Small comet or asteroid impacts Jupiter

Image credit: John McKeon. Annotation: TW.
Two astronomers have captured images of a small comet or asteroid as it impacted Jupiter at 00:18 UTC on March 17, 2016. The videos of the same event were captured from Austria and Ireland.
The object is probably in the tens-of-meters wide range, according to Phil Plait. "I know that sounds small, but remember, Jupiter has ferocious gravity, and velocity is critical here! The energy released by an object slamming into another depends linearly on the mass (double the mass, double the energy), but on the square of the velocity: double the velocity, quadruple the energy," Plait said.
Video courtesy of John McKeon
Video courtesy of Gerrit Kernbauer
"On average (and ignoring orbital velocity), an object will hit Jupiter with roughly five times the velocity it hits Earth, so the impact energy is 25 times as high. The asteroid that burned up over Chelyabinsk, Russia, in 2013 was 19 meters across, and it exploded with the energy of 500 000 tons of TNT. Now multiply that by 25, and you can see how it doesn’t take all that big a rock to hit Jupiter for us to be able to see it from Earth," Plait explained.

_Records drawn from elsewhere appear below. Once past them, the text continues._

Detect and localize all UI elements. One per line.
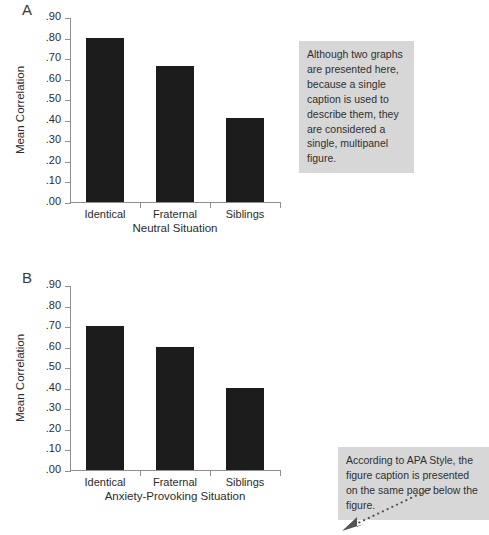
panel-b-ytick-4: .40 [65,389,70,390]
panel-a-ytick-7: .70 [65,59,70,60]
multipanel-figure: A Mean Correlation .00 .10 .20 .30 .40 .… [0,0,489,535]
panel-a-xlabel-identical: Identical [65,208,145,220]
panel-b-xlabel-fraternal: Fraternal [135,476,215,488]
dotted-arrow-icon [330,487,440,535]
panel-a-xlabel-fraternal: Fraternal [135,208,215,220]
panel-b-y-axis-line [70,286,71,472]
panel-b: B Mean Correlation .00 .10 .20 .30 .40 .… [0,268,300,518]
panel-b-ytick-3: .30 [65,409,70,410]
callout-multipanel-note: Although two graphs are presented here, … [299,41,414,173]
panel-b-ytick-5: .50 [65,368,70,369]
panel-b-ytick-2: .20 [65,430,70,431]
panel-a-bar-identical [86,38,124,202]
panel-a-ytick-9: .90 [65,18,70,19]
panel-b-ytick-1: .10 [65,450,70,451]
panel-b-ytick-8: .80 [65,307,70,308]
panel-a-x-axis-line [70,202,281,203]
panel-a-plot-area: .00 .10 .20 .30 .40 .50 .60 .70 .80 .90 … [70,18,280,203]
panel-b-plot-area: .00 .10 .20 .30 .40 .50 .60 .70 .80 .90 … [70,286,280,471]
panel-a-y-axis-line [70,18,71,204]
panel-b-y-axis-title: Mean Correlation [14,313,26,443]
panel-b-bar-identical [86,326,124,470]
panel-a-ytick-3: .30 [65,141,70,142]
panel-b-x-axis-title: Anxiety-Provoking Situation [70,490,280,502]
panel-b-x-axis-line [70,470,281,471]
panel-a-ytick-6: .60 [65,80,70,81]
panel-b-xlabel-siblings: Siblings [205,476,285,488]
panel-a-ytick-0: .00 [65,203,70,204]
panel-b-xlabel-identical: Identical [65,476,145,488]
panel-a-ytick-8: .80 [65,39,70,40]
panel-b-ytick-0: .00 [65,471,70,472]
panel-b-ytick-6: .60 [65,348,70,349]
panel-a-y-axis-title: Mean Correlation [14,45,26,175]
panel-a-xlabel-siblings: Siblings [205,208,285,220]
panel-a-x-axis-title: Neutral Situation [70,222,280,234]
panel-a: A Mean Correlation .00 .10 .20 .30 .40 .… [0,0,300,250]
panel-b-ytick-9: .90 [65,286,70,287]
panel-a-ytick-1: .10 [65,182,70,183]
panel-a-bar-fraternal [156,66,194,202]
panel-a-ytick-2: .20 [65,162,70,163]
panel-b-bar-siblings [226,388,264,470]
panel-a-bar-siblings [226,118,264,202]
panel-a-ytick-5: .50 [65,100,70,101]
panel-a-ytick-4: .40 [65,121,70,122]
panel-b-bar-fraternal [156,347,194,470]
panel-b-ytick-7: .70 [65,327,70,328]
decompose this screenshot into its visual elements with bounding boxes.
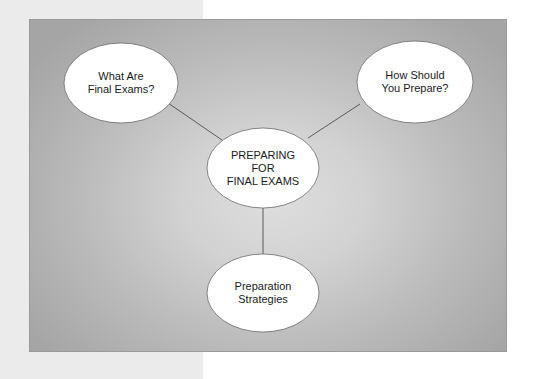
node-label-what-are-final-exams: What Are Final Exams? [88,70,155,96]
concept-map [0,0,533,379]
node-label-how-should-you-prepare: How Should You Prepare? [382,69,449,95]
connector-line-what [168,103,222,140]
connector-line-how [308,104,360,138]
page: PREPARING FOR FINAL EXAMS What Are Final… [0,0,533,379]
node-label-preparation-strategies: Preparation Strategies [235,280,292,306]
center-node-label: PREPARING FOR FINAL EXAMS [227,149,299,188]
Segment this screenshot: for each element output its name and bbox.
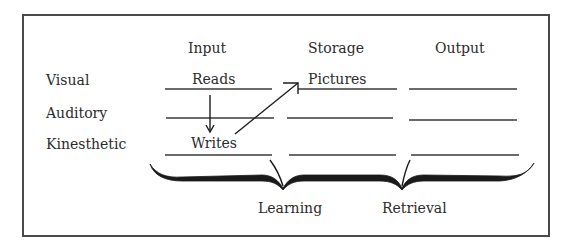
brace-label-retrieval: Retrieval (382, 200, 447, 216)
brace-label-learning: Learning (258, 200, 322, 216)
cell-visual-storage: Pictures (308, 71, 367, 87)
learning-modalities-diagram: Input Storage Output Visual Auditory Kin… (0, 0, 571, 247)
row-label-auditory: Auditory (45, 105, 107, 121)
row-label-kinesthetic: Kinesthetic (46, 136, 126, 152)
column-header-storage: Storage (308, 40, 364, 56)
cell-visual-input: Reads (192, 71, 235, 87)
column-header-output: Output (435, 40, 485, 56)
column-header-input: Input (188, 40, 227, 56)
row-label-visual: Visual (45, 72, 90, 88)
cell-kinesthetic-input: Writes (191, 135, 237, 151)
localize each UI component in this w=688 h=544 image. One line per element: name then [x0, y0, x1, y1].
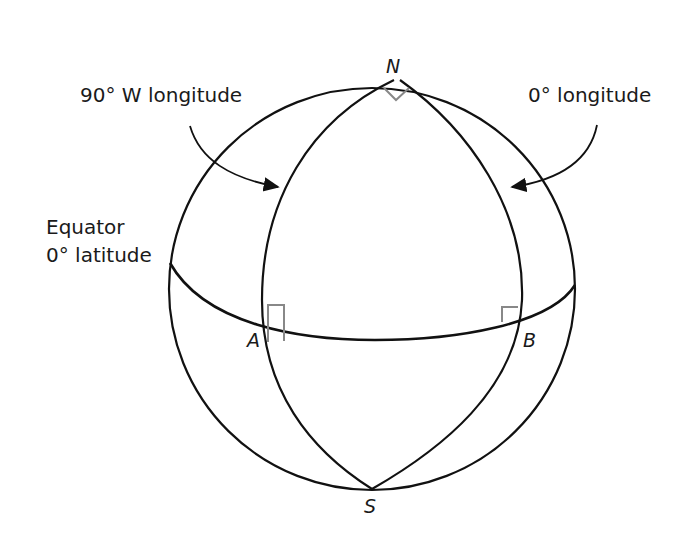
- label-point-b: B: [523, 330, 536, 352]
- label-90w-longitude: 90° W longitude: [80, 84, 242, 107]
- meridian-90w: [262, 80, 394, 489]
- equator-line: [170, 263, 575, 340]
- label-equator: Equator: [46, 216, 125, 239]
- right-angle-marker-a: [268, 305, 284, 342]
- sphere-outline: [169, 88, 575, 490]
- meridian-0: [372, 80, 522, 489]
- right-angle-marker-b: [502, 307, 518, 322]
- label-0-latitude: 0° latitude: [46, 244, 152, 267]
- label-0-longitude: 0° longitude: [528, 84, 651, 107]
- label-south: S: [364, 496, 376, 518]
- label-point-a: A: [247, 330, 260, 352]
- label-north: N: [386, 56, 400, 78]
- sphere-diagram: [0, 0, 688, 544]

Such objects impact Jupiter 10 – 50 times per year, a recent study concluded.
I'm a dedicated researcher, journalist, and editor at The Watchers. With over 20 years of experience in the media industry, I specialize in hard science news, focusing on extreme weather, seismic and volcanic activity, space weather, and astronomy, including near-Earth objects and planetary defense strategies. You can reach me at teo /at/ watchers.news.